I love the Fourth of July holiday. The Fourth, for me, meant trips to the family cabin, a train ride into the mountains with kids and dogs, friends and family. It meant fireworks off the docks, girls piled in the car, folks tailgating, music, boats dotting the dark water, bright little lights circling the barge, the collective “Ohhhs” and “Ahhhhs” of the crowd. It also meant Fireworks in the backyard, kids with sparklers, afternoon BBQs. It means cheesy small town parades with every baseball team and local candidate. Class floats and emergency vehicles whooping their alarms. The Fourth of July was….

Red.

White.

And Blue.

As I pull out the seasonal decorations, ready to hang my red-white-and-blue bunting on my mailbox, I hesitate. For the first time I wonder, what will this bunting say about us?
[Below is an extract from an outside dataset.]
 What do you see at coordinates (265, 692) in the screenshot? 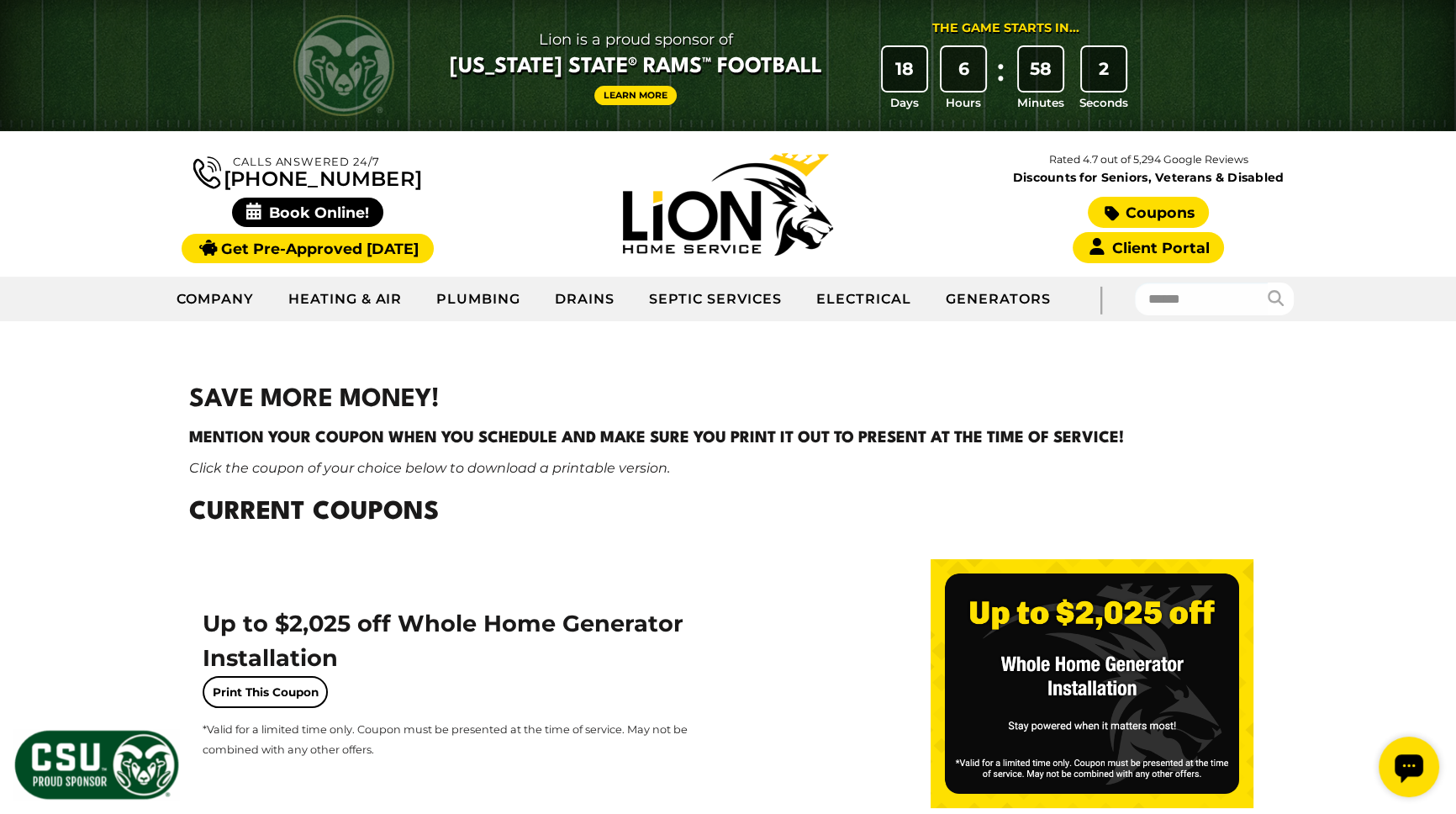
I see `a: Print This Coupon` at bounding box center [265, 692].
I get a little rush of anger, because the truth is, it could say a lot about us. And the truth is….”They” have hijacked the American Flag. They hijacked it with every jacked up truck that has a tattered flag, along with a “Don’t Tread On Me” sticker in the window and “Let’s Go Brandon” plastered to the bumper. They hijacked red-white-and-blue.

It has been a strange year. It is hard to feel patriotic (and yes, I feel like that word has been hijacked as well) as I follow the Jan. 6 hearings, as I follow the recent Supreme Court rulings, gun control issues. I even think of Fredrick Douglass and how the Fourth of July, so many many years after his famous speech still means something different for Black Lives. I go back and forth. Back and forth. I love history enough to know what it means, what the flag stands for. But this year I decide to give it a break. I am feeling just a little sad. As a friend said, maybe this Fourth will be “just like any other day.”